BFSK Orthogonality Simulator
T: f₁: f₂:Signals
๐ Mathematical Model Behind the Simulator
The simulator generates two sinusoidal signals used in Binary Frequency Shift Keying (BFSK):
To check orthogonality, it computes the inner product:
If the result is approximately zero, the signals are orthogonal.
⚙️ What Each Input Means
T (Symbol Duration)
This defines the time interval over which signals are observed. Orthogonality depends directly on this value.
f₁ (Frequency 1)
Frequency of the first BFSK signal (represents binary "0" or "1").
f₂ (Frequency 2)
Frequency of the second BFSK signal.
ฮf (Frequency Separation)
Difference between the two frequencies:
Orthogonality Condition
For the signals to be orthogonal over time T:
This is the minimum frequency separation required in coherent BFSK systems.
Another important case:
This corresponds to full-period orthogonality used in general signal basis functions.
๐ Workflow of the Simulator
- User enters values for T, f₁, f₂
- Simulator generates both cosine signals
- Signals are multiplied point-by-point
- Numerical integration is performed:
- Result is compared with zero
- System declares:
- Orthogonal ✅ (if ≈ 0)
- Not Orthogonal ❌
1. Signal Orthogonality (Sine Waves)
T: f₁: f₂:2. Vector Orthogonality (Dot Product)
v₁: v₂:3. Signal Projection (Energy Overlap)
Phase Shift:๐ Mathematical Model
⚙️ Input Fields
- T → Time duration (integration interval)
- f₁ → Frequency of signal 1
- f₂ → Frequency of signal 2
- v₁, v₂ → Vector components for dot product check
๐ Simulator Workflow
- Generate signals using cosine functions
- Multiply signals point-by-point
- Numerically integrate using summation:
- If result ≈ 0 → Orthogonal
- Otherwise → Not orthogonal
Orthogonality means zero overlap in energy, not just different shapes. Even similar signals can be orthogonal if spacing is correct.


Exercise:
The expected output is every line of the data exactly as shown, minus the images.

Source information:
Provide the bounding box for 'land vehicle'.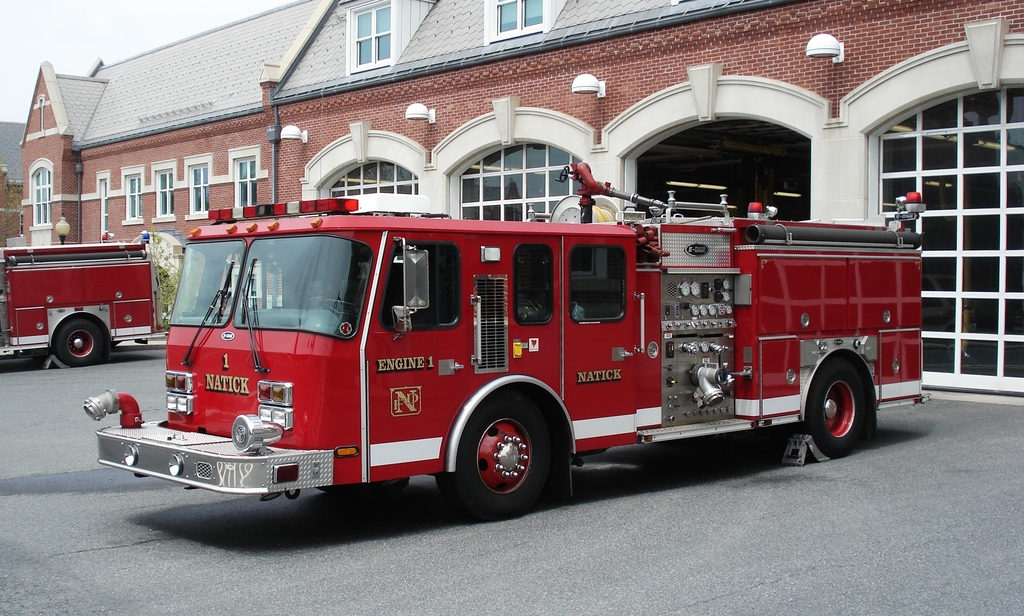
<region>0, 230, 160, 369</region>.
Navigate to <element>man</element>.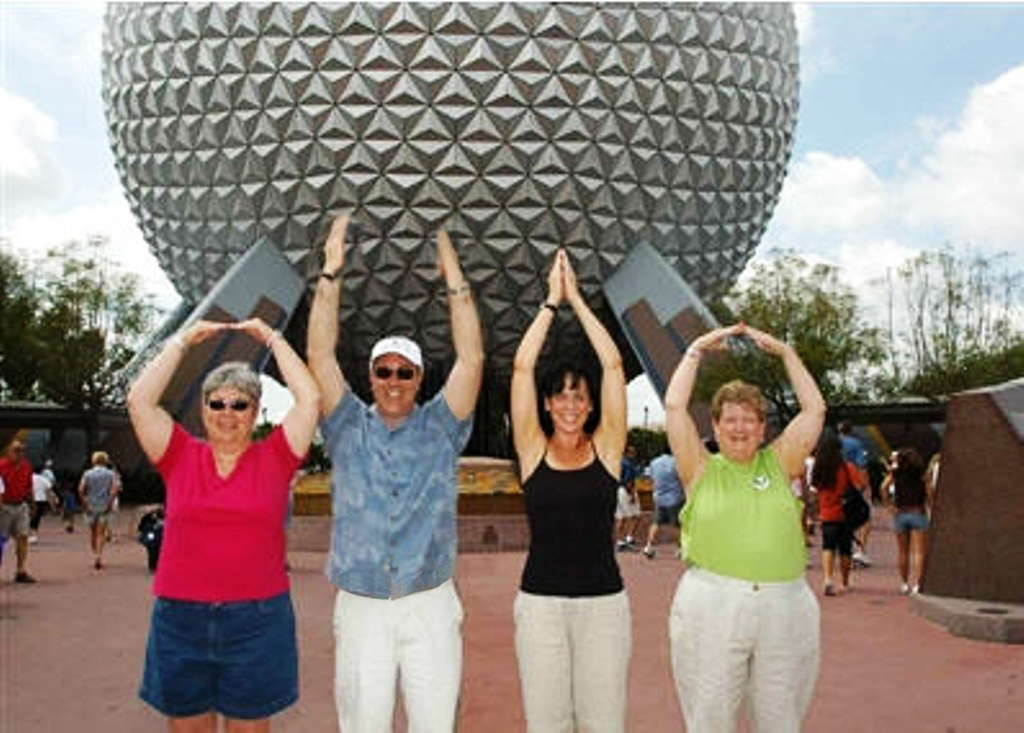
Navigation target: 843,421,899,570.
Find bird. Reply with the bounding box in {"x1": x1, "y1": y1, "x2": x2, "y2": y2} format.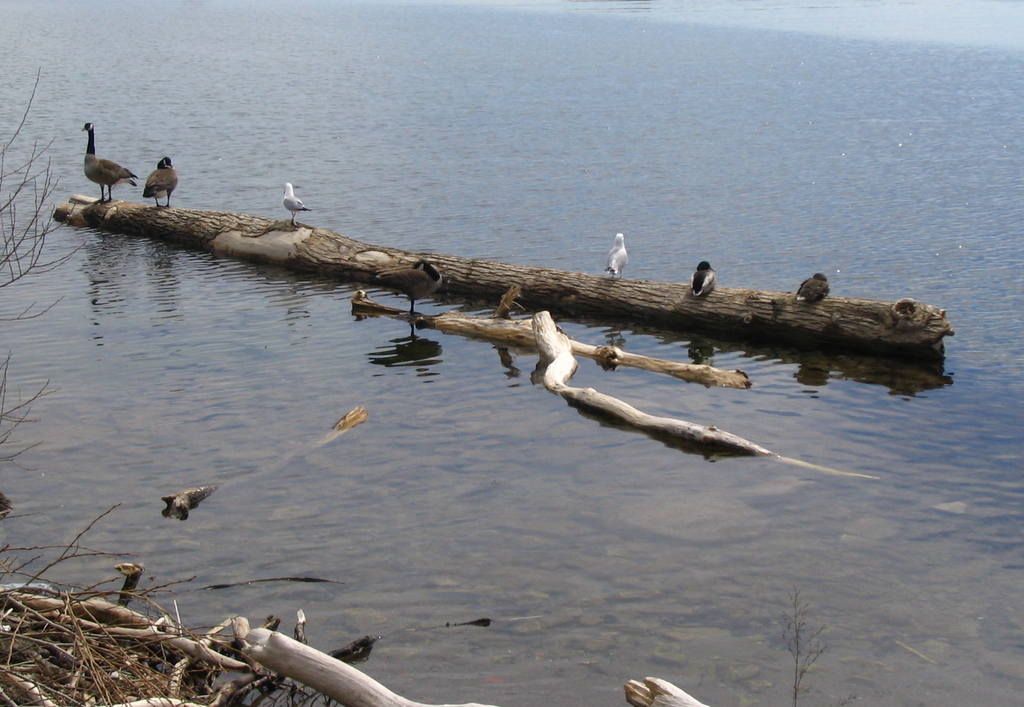
{"x1": 61, "y1": 121, "x2": 147, "y2": 198}.
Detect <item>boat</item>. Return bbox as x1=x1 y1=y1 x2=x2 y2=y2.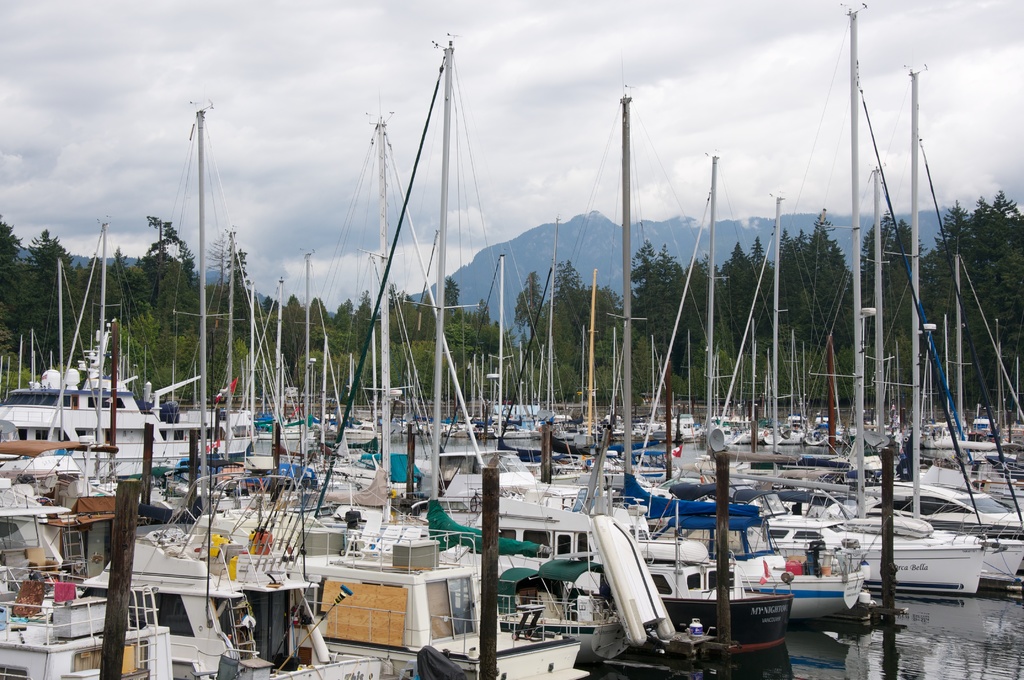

Response:
Provide the bounding box for 'land vehicle'.
<region>0, 230, 160, 369</region>.
Navigate to <element>man</element>.
Navigation target: 843,421,899,570.
Find bird. Reply with the bounding box in {"x1": x1, "y1": y1, "x2": x2, "y2": y2} format.
{"x1": 61, "y1": 121, "x2": 147, "y2": 198}.
Detect <item>boat</item>. Return bbox as x1=x1 y1=y1 x2=x2 y2=y2.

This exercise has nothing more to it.